Hundreds gather at Kauai Veterans Cemetery for Memorial Day observance
Hundreds gathered in sunny Hanapepe as Scouts, cadets and veterans turned Kauai Veterans Cemetery into the county’s Memorial Day pilgrimage, honoring Norman Hashisaka and other service members.

Sunshine drew hundreds to the Kauai Veterans Cemetery at 4331 Lele Road in Hanapepe, where Memorial Day again functioned as both ceremony and community pilgrimage. Families, veterans and Scouts moved through the county veterans cemetery, pausing at graves that hold service members and relatives from across Kauai. An online memorial index lists 3,350 memorials there, underscoring how much of the island’s military and family history is concentrated at the site.
The annual observance, organized by the Kauai Veterans Council, began at 10 a.m. and was open to the public, with lei drop-off at the Kauai Veterans Center in Līhue before the service. Retired Gen. Mary Kay Hertog connected the day’s meaning to the broader sweep of American history, noting that Memorial Day comes less than two months before the 250th anniversary of the United States and calling attention to the cost carried by those buried in Hanapepe. The Hawaii Office of Veterans’ Services lists Kauai Veterans Cemetery as the county veterans cemetery for Kauai and says veterans cemeteries are intended to honor the fallen in a serene, beautiful setting befitting their sacrifice.

Younger participants carried much of the ceremony’s visible weight. Scouts continued a local poppy tradition that once centered on church graveyards in Kapaia and Līhue before shifting to the cemetery, while Girl Scouts of Hawaii and Scouting of America Troop 168 joined local families in placing fresh flower and ti leaf lei on headstones and around the flagpole. Waimea High School JROTC handled the formal protocol, presenting and retiring the colors and providing a saber unit for the ho‘okupu. Captain Brett Stevenson completed his lei ho‘okupu as the formation stood at attention.
Harley and Paula Rosa, along with the Sons of Kauai motorcycle ohana, watched over the grounds before the flags were taken down from the graves, another sign that the observance depends on volunteer labor as much as official ceremony. Norman Hashisaka, identified in prior Memorial Day coverage as Kauai’s eldest living veteran, was among those recognized, linking the service to generations that fought, returned and now rest in Hanapepe. The observance closed with Taps after the ho‘okupu, leaving the cemetery quiet but still ringed by families honoring the men and women whose service shaped the county’s memory.
This article was produced by Prism’s automated news system from verified source data, official records, and press releases, then run through automated quality and moderation checks before publishing. The system is built and supervised by the people who set the standards it runs under. Read our full AI policy.
Did this article answer your question?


## TASK TO COMPLETE
From the entries below, copy every line holding the word "description".
◆ ◆ ◆ ◆ ◆
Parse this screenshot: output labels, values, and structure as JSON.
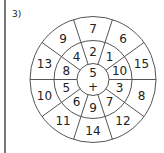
{
  "problem_label": "3)",
  "diagram": {
    "center": "5",
    "operator": "+",
    "inner_ring": [
      "10",
      "1",
      "2",
      "4",
      "8",
      "5",
      "6",
      "9",
      "7",
      "3"
    ],
    "outer_ring": [
      "15",
      "6",
      "7",
      "9",
      "13",
      "10",
      "11",
      "14",
      "12",
      "8"
    ]
  },
  "colors": {
    "line": "#555555",
    "text": "#222222"
  }
}
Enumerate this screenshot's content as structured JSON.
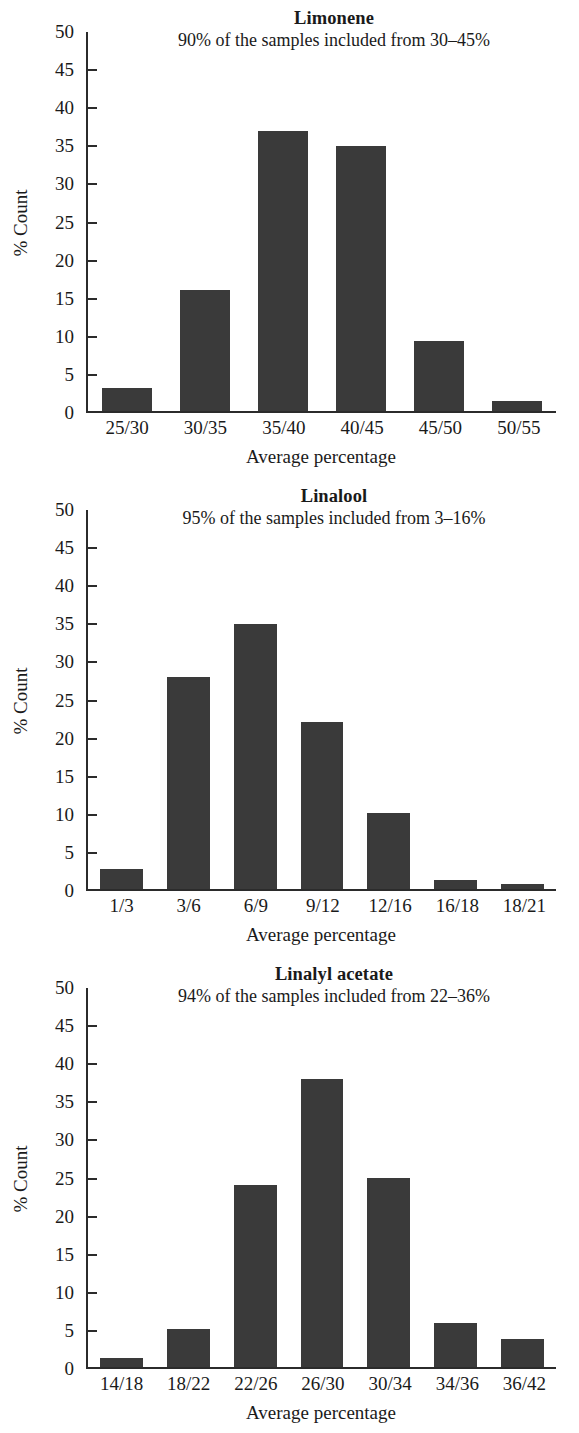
{
  "figure": {
    "panel_count": 3,
    "shared_xaxis_title": "Average percentage",
    "shared_yaxis_label": "% Count",
    "y_ticks": [
      "50",
      "45",
      "40",
      "35",
      "30",
      "25",
      "20",
      "15",
      "10",
      "5",
      "0"
    ],
    "bar_color": "#3a3a3a",
    "axis_color": "#2b2b2b",
    "background": "#ffffff"
  },
  "panels": [
    {
      "title": "Limonene",
      "subtitle": "90% of the samples included from 30–45%",
      "xaxis_title": "Average percentage",
      "yaxis_label": "% Count",
      "categories": [
        "25/30",
        "30/35",
        "35/40",
        "40/45",
        "45/50",
        "50/55"
      ],
      "values": [
        3,
        16,
        37,
        35,
        9.2,
        1.3
      ]
    },
    {
      "title": "Linalool",
      "subtitle": "95% of the samples included from 3–16%",
      "xaxis_title": "Average percentage",
      "yaxis_label": "% Count",
      "categories": [
        "1/3",
        "3/6",
        "6/9",
        "9/12",
        "12/16",
        "16/18",
        "18/21"
      ],
      "values": [
        2.7,
        28,
        35,
        22,
        10,
        1.2,
        0.6
      ]
    },
    {
      "title": "Linalyl acetate",
      "subtitle": "94% of the samples included from 22–36%",
      "xaxis_title": "Average percentage",
      "yaxis_label": "% Count",
      "categories": [
        "14/18",
        "18/22",
        "22/26",
        "26/30",
        "30/34",
        "34/36",
        "36/42"
      ],
      "values": [
        1.2,
        5,
        24,
        38,
        25,
        5.8,
        3.7
      ]
    }
  ],
  "chart_data": [
    {
      "type": "bar",
      "title": "Limonene",
      "subtitle": "90% of the samples included from 30–45%",
      "categories": [
        "25/30",
        "30/35",
        "35/40",
        "40/45",
        "45/50",
        "50/55"
      ],
      "values": [
        3,
        16,
        37,
        35,
        9.2,
        1.3
      ],
      "xlabel": "Average percentage",
      "ylabel": "% Count",
      "ylim": [
        0,
        50
      ],
      "ytick_step": 5,
      "grid": false,
      "legend": null
    },
    {
      "type": "bar",
      "title": "Linalool",
      "subtitle": "95% of the samples included from 3–16%",
      "categories": [
        "1/3",
        "3/6",
        "6/9",
        "9/12",
        "12/16",
        "16/18",
        "18/21"
      ],
      "values": [
        2.7,
        28,
        35,
        22,
        10,
        1.2,
        0.6
      ],
      "xlabel": "Average percentage",
      "ylabel": "% Count",
      "ylim": [
        0,
        50
      ],
      "ytick_step": 5,
      "grid": false,
      "legend": null
    },
    {
      "type": "bar",
      "title": "Linalyl acetate",
      "subtitle": "94% of the samples included from 22–36%",
      "categories": [
        "14/18",
        "18/22",
        "22/26",
        "26/30",
        "30/34",
        "34/36",
        "36/42"
      ],
      "values": [
        1.2,
        5,
        24,
        38,
        25,
        5.8,
        3.7
      ],
      "xlabel": "Average percentage",
      "ylabel": "% Count",
      "ylim": [
        0,
        50
      ],
      "ytick_step": 5,
      "grid": false,
      "legend": null
    }
  ]
}
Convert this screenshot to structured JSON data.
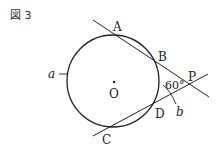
{
  "figure": {
    "title": "図 3",
    "points": {
      "A": "A",
      "B": "B",
      "C": "C",
      "D": "D",
      "P": "P",
      "O": "O"
    },
    "arc_labels": {
      "a": "a",
      "b": "b"
    },
    "angle_label": "60°"
  }
}
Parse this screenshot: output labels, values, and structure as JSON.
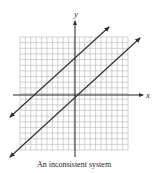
{
  "figure": {
    "caption": "An inconsistent system",
    "x_axis_label": "x",
    "y_axis_label": "y",
    "grid": {
      "columns": 20,
      "rows": 20,
      "color": "#b5b5b5"
    },
    "lines": [
      {
        "name": "upper-line",
        "description": "line with arrows at both ends, parallel to lower line",
        "color": "#333333"
      },
      {
        "name": "lower-line",
        "description": "line with arrows at both ends, parallel to upper line",
        "color": "#333333"
      }
    ],
    "relationship": "parallel lines, no intersection"
  }
}
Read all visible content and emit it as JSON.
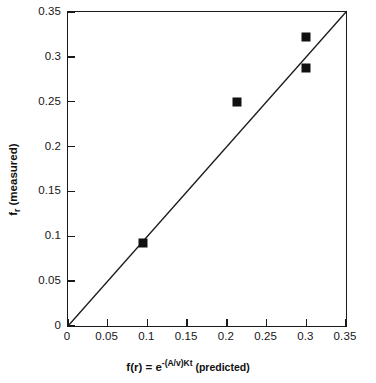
{
  "chart_data": {
    "type": "scatter",
    "title": "",
    "xlabel": "f(r) = e-(A/v)Kt (predicted)",
    "xlabel_parts": {
      "base": "f(r) = e",
      "exponent": "-(A/v)Kt",
      "tail": " (predicted)"
    },
    "ylabel": "fr (measured)",
    "ylabel_parts": {
      "base": "f",
      "subscript": "r",
      "tail": " (measured)"
    },
    "xlim": [
      0,
      0.35
    ],
    "ylim": [
      0,
      0.35
    ],
    "xticks": [
      0,
      0.05,
      0.1,
      0.15,
      0.2,
      0.25,
      0.3,
      0.35
    ],
    "yticks": [
      0,
      0.05,
      0.1,
      0.15,
      0.2,
      0.25,
      0.3,
      0.35
    ],
    "xticklabels": [
      "0",
      "0.05",
      "0.1",
      "0.15",
      "0.2",
      "0.25",
      "0.3",
      "0.35"
    ],
    "yticklabels": [
      "0",
      "0.05",
      "0.1",
      "0.15",
      "0.2",
      "0.25",
      "0.3",
      "0.35"
    ],
    "grid": false,
    "legend": null,
    "marker_style": "filled-square",
    "marker_color": "#111111",
    "line_color": "#1a1a1a",
    "points": [
      {
        "x": 0.094,
        "y": 0.093
      },
      {
        "x": 0.213,
        "y": 0.25
      },
      {
        "x": 0.3,
        "y": 0.322
      },
      {
        "x": 0.3,
        "y": 0.288
      }
    ],
    "reference_line": {
      "name": "identity-line",
      "from": [
        0,
        0
      ],
      "to": [
        0.35,
        0.35
      ]
    }
  }
}
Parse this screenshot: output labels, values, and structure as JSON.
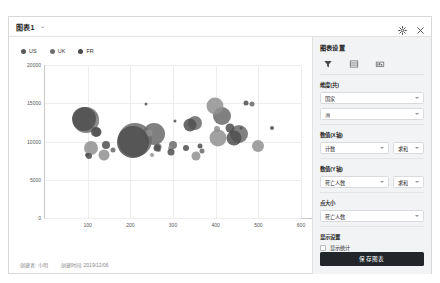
{
  "window": {
    "title": "图表1",
    "caret": "⌄",
    "gear_icon": "gear-icon",
    "close_icon": "close-icon"
  },
  "legend": {
    "items": [
      {
        "label": "US",
        "color": "#5b5b5b"
      },
      {
        "label": "UK",
        "color": "#6e6e6e"
      },
      {
        "label": "FR",
        "color": "#4a4a4a"
      }
    ]
  },
  "footer": {
    "author_text": "创建者: 小明",
    "created_text": "创建时间: 2019/12/06"
  },
  "panel": {
    "title": "图表设置",
    "tabs": [
      {
        "name": "filter-tab",
        "icon": "funnel-icon",
        "active": true
      },
      {
        "name": "table-tab",
        "icon": "table-icon",
        "active": false
      },
      {
        "name": "style-tab",
        "icon": "chart-style-icon",
        "active": false
      }
    ],
    "dimension": {
      "label": "维度(共)",
      "select_1": "国家",
      "select_2": "洲"
    },
    "x_axis": {
      "label": "数值(X轴)",
      "field": "计数",
      "aggregate": "求和"
    },
    "y_axis": {
      "label": "数值(Y轴)",
      "field": "死亡人数",
      "aggregate": "求和"
    },
    "point_size": {
      "label": "点大小",
      "field": "死亡人数"
    },
    "display": {
      "label": "显示设置",
      "checkbox_label": "显示统计",
      "checked": false
    },
    "save_button": "保存图表"
  },
  "chart_data": {
    "type": "scatter",
    "title": "",
    "xlabel": "",
    "ylabel": "",
    "xlim": [
      0,
      600
    ],
    "ylim": [
      0,
      20000
    ],
    "grid": true,
    "legend_position": "top-left",
    "xticks": [
      100,
      200,
      300,
      400,
      500,
      600
    ],
    "yticks": [
      0,
      5000,
      10000,
      15000,
      20000
    ],
    "series": [
      {
        "name": "US",
        "color": "#6a6a6a",
        "points": [
          {
            "x": 95,
            "y": 12800,
            "size": 26
          },
          {
            "x": 212,
            "y": 10200,
            "size": 34
          },
          {
            "x": 255,
            "y": 11000,
            "size": 22
          },
          {
            "x": 352,
            "y": 12400,
            "size": 14
          },
          {
            "x": 415,
            "y": 13300,
            "size": 18
          },
          {
            "x": 455,
            "y": 11000,
            "size": 18
          },
          {
            "x": 122,
            "y": 11200,
            "size": 9
          },
          {
            "x": 265,
            "y": 9300,
            "size": 7
          },
          {
            "x": 300,
            "y": 9600,
            "size": 8
          },
          {
            "x": 160,
            "y": 8900,
            "size": 5
          },
          {
            "x": 368,
            "y": 8700,
            "size": 5
          },
          {
            "x": 485,
            "y": 14900,
            "size": 5
          }
        ]
      },
      {
        "name": "UK",
        "color": "#909090",
        "points": [
          {
            "x": 115,
            "y": 12500,
            "size": 10
          },
          {
            "x": 398,
            "y": 14700,
            "size": 17
          },
          {
            "x": 405,
            "y": 10400,
            "size": 17
          },
          {
            "x": 243,
            "y": 11100,
            "size": 7
          },
          {
            "x": 500,
            "y": 9400,
            "size": 12
          },
          {
            "x": 108,
            "y": 9200,
            "size": 14
          },
          {
            "x": 138,
            "y": 8200,
            "size": 11
          },
          {
            "x": 355,
            "y": 8100,
            "size": 9
          },
          {
            "x": 404,
            "y": 11600,
            "size": 6
          },
          {
            "x": 268,
            "y": 8900,
            "size": 4
          },
          {
            "x": 250,
            "y": 8200,
            "size": 4
          },
          {
            "x": 292,
            "y": 9200,
            "size": 4
          }
        ]
      },
      {
        "name": "FR",
        "color": "#4f4f4f",
        "points": [
          {
            "x": 92,
            "y": 12900,
            "size": 24
          },
          {
            "x": 120,
            "y": 11300,
            "size": 10
          },
          {
            "x": 207,
            "y": 10000,
            "size": 32
          },
          {
            "x": 340,
            "y": 12200,
            "size": 13
          },
          {
            "x": 433,
            "y": 11800,
            "size": 9
          },
          {
            "x": 442,
            "y": 10500,
            "size": 15
          },
          {
            "x": 142,
            "y": 9500,
            "size": 8
          },
          {
            "x": 262,
            "y": 9100,
            "size": 7
          },
          {
            "x": 296,
            "y": 8600,
            "size": 7
          },
          {
            "x": 330,
            "y": 9100,
            "size": 6
          },
          {
            "x": 103,
            "y": 8100,
            "size": 6
          },
          {
            "x": 98,
            "y": 8200,
            "size": 4
          },
          {
            "x": 472,
            "y": 15000,
            "size": 5
          },
          {
            "x": 236,
            "y": 14900,
            "size": 3
          },
          {
            "x": 304,
            "y": 12700,
            "size": 3
          },
          {
            "x": 460,
            "y": 11700,
            "size": 3
          },
          {
            "x": 532,
            "y": 11700,
            "size": 4
          },
          {
            "x": 364,
            "y": 9400,
            "size": 5
          }
        ]
      }
    ]
  }
}
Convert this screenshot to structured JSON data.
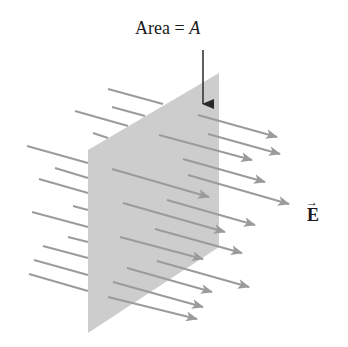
{
  "diagram": {
    "area_label": {
      "prefix": "Area = ",
      "variable": "A"
    },
    "field_label": {
      "symbol": "E",
      "vector_mark": "→"
    },
    "colors": {
      "plane": "#cdcdcd",
      "field_lines": "#9b9b9b",
      "pointer": "#2a2a2a",
      "text": "#1a1a1a"
    },
    "plane": {
      "vertices": [
        [
          88,
          150
        ],
        [
          219,
          73
        ],
        [
          219,
          247
        ],
        [
          88,
          333
        ]
      ]
    },
    "pointer_arrow": {
      "from": [
        203,
        50
      ],
      "to": [
        203,
        104
      ]
    },
    "field_lines_behind": [
      [
        [
          108,
          89
        ],
        [
          163,
          104
        ]
      ],
      [
        [
          112,
          107
        ],
        [
          145,
          116
        ]
      ],
      [
        [
          75,
          111
        ],
        [
          128,
          126
        ]
      ],
      [
        [
          93,
          133
        ],
        [
          108,
          138
        ]
      ],
      [
        [
          27,
          146
        ],
        [
          88,
          163
        ]
      ],
      [
        [
          55,
          168
        ],
        [
          88,
          178
        ]
      ],
      [
        [
          39,
          179
        ],
        [
          88,
          193
        ]
      ],
      [
        [
          73,
          206
        ],
        [
          88,
          210
        ]
      ],
      [
        [
          32,
          212
        ],
        [
          88,
          227
        ]
      ],
      [
        [
          68,
          237
        ],
        [
          88,
          242
        ]
      ],
      [
        [
          43,
          246
        ],
        [
          88,
          258
        ]
      ],
      [
        [
          34,
          260
        ],
        [
          88,
          275
        ]
      ],
      [
        [
          29,
          274
        ],
        [
          88,
          291
        ]
      ]
    ],
    "field_arrows_front": [
      [
        [
          198,
          115
        ],
        [
          277,
          137
        ]
      ],
      [
        [
          208,
          134
        ],
        [
          280,
          154
        ]
      ],
      [
        [
          159,
          135
        ],
        [
          252,
          160
        ]
      ],
      [
        [
          183,
          159
        ],
        [
          265,
          182
        ]
      ],
      [
        [
          188,
          175
        ],
        [
          289,
          204
        ]
      ],
      [
        [
          112,
          169
        ],
        [
          209,
          197
        ]
      ],
      [
        [
          167,
          200
        ],
        [
          255,
          225
        ]
      ],
      [
        [
          123,
          203
        ],
        [
          225,
          232
        ]
      ],
      [
        [
          155,
          229
        ],
        [
          242,
          253
        ]
      ],
      [
        [
          120,
          237
        ],
        [
          203,
          259
        ]
      ],
      [
        [
          157,
          261
        ],
        [
          249,
          287
        ]
      ],
      [
        [
          127,
          268
        ],
        [
          212,
          292
        ]
      ],
      [
        [
          113,
          282
        ],
        [
          203,
          307
        ]
      ],
      [
        [
          108,
          297
        ],
        [
          197,
          319
        ]
      ]
    ]
  }
}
◆ ◆ ◆ ◆ ◆
## SOLUTION TO THIS TASK
        "description": "line with arrows at both ends, parallel to lower line",
        "description": "line with arrows at both ends, parallel to upper line",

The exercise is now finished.